By 1954, after merely six years of life, meagrely funded infant UCWI had already gained high regard internationally.

This resulted from the work its faculty undertook.

A 1954 independent expert report concluded that: "the College has, in our view, made a most remarkable beginning. Its six years have resulted in the establishment of an institution which bids fair to make its mark in the University world. "We have emphasised the excellence of the research in the humanities, in pure and applied science and in medicine which is being undertaken at the College. We have emphasised too the importance of the fact that in the course of the promotion of their research the members of the College have had an admirable regard to the special conditions and needs of the West Indies."

EXCELLENCE ATTRACTING GRANTS

Also in 1954, the Nuffield Foundation made a huge benefaction to the College - a capital grant of £50,000 in recognition of its work and as "a tribute to its considerable achievements."
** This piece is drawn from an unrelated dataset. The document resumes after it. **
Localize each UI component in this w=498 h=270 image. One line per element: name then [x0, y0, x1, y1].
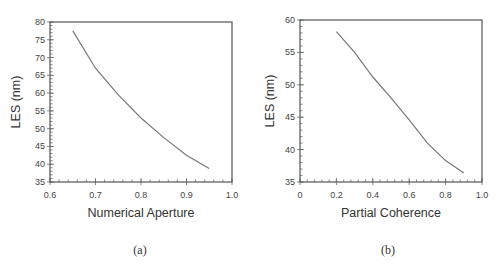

That the grant was important and of great value in 1954 is beyond question, at today's current value it would exceed millions of pounds sterling. Furthermore, Nuffield left decisions on use of the grant entirely up to the College itself. It was required merely to report activities every third year.
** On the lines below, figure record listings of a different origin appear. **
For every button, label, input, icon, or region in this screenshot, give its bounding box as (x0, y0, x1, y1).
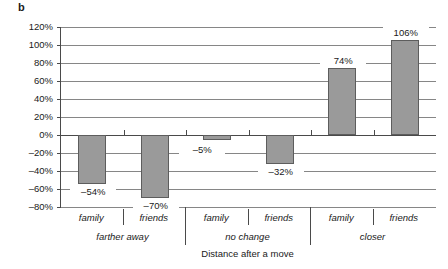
x-tick-mark (249, 130, 250, 135)
y-tick-mark (57, 135, 61, 136)
bar-value-label-closer-friends: 106% (383, 27, 429, 38)
y-tick-label: 60% (7, 76, 53, 86)
gridline (61, 189, 436, 190)
bar-closer-friends (391, 40, 419, 135)
gridline (61, 63, 436, 64)
y-tick-label: 0% (7, 130, 53, 140)
category-divider (123, 209, 124, 225)
gridline (61, 45, 436, 46)
x-tick-mark (186, 130, 187, 135)
y-tick-mark (57, 99, 61, 100)
group-label-farther-away: farther away (60, 227, 185, 245)
y-tick-mark (57, 117, 61, 118)
category-divider (248, 209, 249, 225)
x-axis-title: Distance after a move (60, 248, 435, 260)
y-tick-label: –40% (7, 166, 53, 176)
y-tick-label: –80% (7, 202, 53, 212)
category-row-groups: farther awayno changecloser (60, 227, 435, 245)
gridline (61, 81, 436, 82)
zero-line (61, 135, 436, 136)
group-divider (310, 207, 311, 245)
category-axis: familyfriendsfamilyfriendsfamilyfriends … (60, 207, 435, 245)
gridline (61, 27, 436, 28)
plot-area: 120%100%80%60%40%20%0%–20%–40%–60%–80%–5… (60, 27, 435, 207)
gridline (61, 153, 436, 154)
y-tick-label: –60% (7, 184, 53, 194)
x-tick-mark (374, 130, 375, 135)
category-label-no-change-friends: friends (248, 207, 311, 227)
bar-value-label-closer-family: 74% (320, 55, 366, 66)
x-tick-mark (311, 130, 312, 135)
y-tick-mark (57, 171, 61, 172)
gridline (61, 171, 436, 172)
y-tick-mark (57, 45, 61, 46)
y-tick-label: –20% (7, 148, 53, 158)
gridline (61, 117, 436, 118)
bar-no-change-family (203, 135, 231, 140)
x-tick-mark (124, 130, 125, 135)
y-tick-label: 120% (7, 22, 53, 32)
y-tick-label: 20% (7, 112, 53, 122)
y-tick-mark (57, 27, 61, 28)
panel-letter: b (18, 1, 25, 13)
group-divider (185, 207, 186, 245)
category-label-farther-away-family: family (60, 207, 123, 227)
bar-no-change-friends (266, 135, 294, 164)
y-tick-mark (57, 153, 61, 154)
bar-closer-family (328, 68, 356, 135)
bar-value-label-no-change-friends: –32% (258, 166, 304, 177)
y-tick-mark (57, 63, 61, 64)
category-label-closer-family: family (310, 207, 373, 227)
category-label-closer-friends: friends (373, 207, 436, 227)
y-tick-label: 40% (7, 94, 53, 104)
category-label-farther-away-friends: friends (123, 207, 186, 227)
y-tick-label: 80% (7, 58, 53, 68)
bar-value-label-no-change-family: –5% (179, 144, 225, 155)
category-row-subgroups: familyfriendsfamilyfriendsfamilyfriends (60, 207, 435, 227)
bar-value-label-farther-away-family: –54% (70, 186, 116, 197)
category-divider (373, 209, 374, 225)
group-label-no-change: no change (185, 227, 310, 245)
y-tick-mark (57, 189, 61, 190)
group-label-closer: closer (310, 227, 435, 245)
category-label-no-change-family: family (185, 207, 248, 227)
bar-farther-away-family (78, 135, 106, 184)
y-tick-mark (57, 81, 61, 82)
bar-farther-away-friends (141, 135, 169, 198)
y-tick-label: 100% (7, 40, 53, 50)
gridline (61, 99, 436, 100)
What a tribute! Would this be feasible today amid Jamaica's aroma of corruption?

The early University of the West Indies (UWI) could also brag about its impeccable record in managing funds and optimising scarce resources. Here's a tidbit: go into the archives of the institution - sadly, inexplicably, still housed in health-challenged trailers - and you will find principal Taylor's comments on one quarter of one of those flimsy yellow copy paper sheets filed among discussions of pilferage from college stores.

ATTITUDE OF FRUGALITY

Mind you, war scarcity created an attitude of frugality which was perhaps unsustainable.
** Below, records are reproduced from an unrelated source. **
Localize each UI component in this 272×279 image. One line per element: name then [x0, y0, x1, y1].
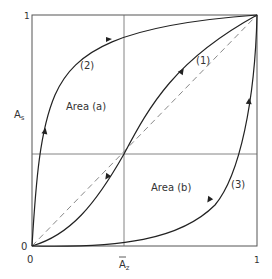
y-tick-0: 0 [21, 241, 27, 252]
area-b-label: Area (b) [151, 182, 191, 193]
curve-2-label: (2) [80, 60, 94, 71]
x-axis-label: Az [119, 259, 130, 272]
x-tick-1: 1 [254, 255, 260, 265]
curve-1-arrow-up-icon [178, 67, 186, 75]
curve-3-label: (3) [231, 179, 245, 190]
y-axis-label: As [14, 109, 25, 122]
curve-3-arrow-down-icon [205, 196, 213, 204]
curve-3-arrow-up-icon [246, 98, 253, 105]
y-tick-1: 1 [24, 11, 30, 21]
diagonal-reference-line [32, 15, 257, 246]
area-a-label: Area (a) [66, 101, 106, 112]
hysteresis-diagram: (2) (1) (3) Area (a) Area (b) 1 0 0 1 As… [0, 0, 272, 279]
curve-1-label: (1) [196, 55, 210, 66]
x-tick-0: 0 [27, 254, 33, 265]
curve-2-arrow-right-icon [106, 37, 112, 42]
Undoubtedly, UWI began as and still might correctly regard itself as "the leading institution in the area of research, (and brag) about its numerous publications in top international journals and research relevant to our West Indian and wider global societies'.

But more importantly our question should be: Will UWI be able, and continue so to do in the next decade, in the future? And if not, why not?

The problem is not merely funding and budgetary allocation - the major element of the alleged published statement of the issues.

There may have been flawed budgetary allocation or priority setting as suggested. For some time now it has been argued that the university sees itself first as responsive to administrators, then staff, then students and finally ancillary staff.

Students have suggested they are seen as nuisances in the halls of administration. And the present claim of bad decisions, wasteful and or improperly prioritised expenditure can perhaps be substantiated - destruction of the buildings where the first lecture was delivered, the picket fence and inappropriate tiles among others, need to be assessed.

But the past has gone. It is to the future that we must look to create arrangements that truly 'unlock the potential'.

It is to the prevailing concept of a 'regional' UWI and the role it must play that we need to turn. For the Mona campus concentration on merely turning out a workforce for Jamaica is not where it's going to be.

Vision, bold, brave and audacious perception, self-critical introspection and equitably shared creature comfort sacrifice are necessary.

Graduate and research students particularly, do have an undeniably important and central place in all this. So their dubbed bastard or attributed, does highlight issues of importance.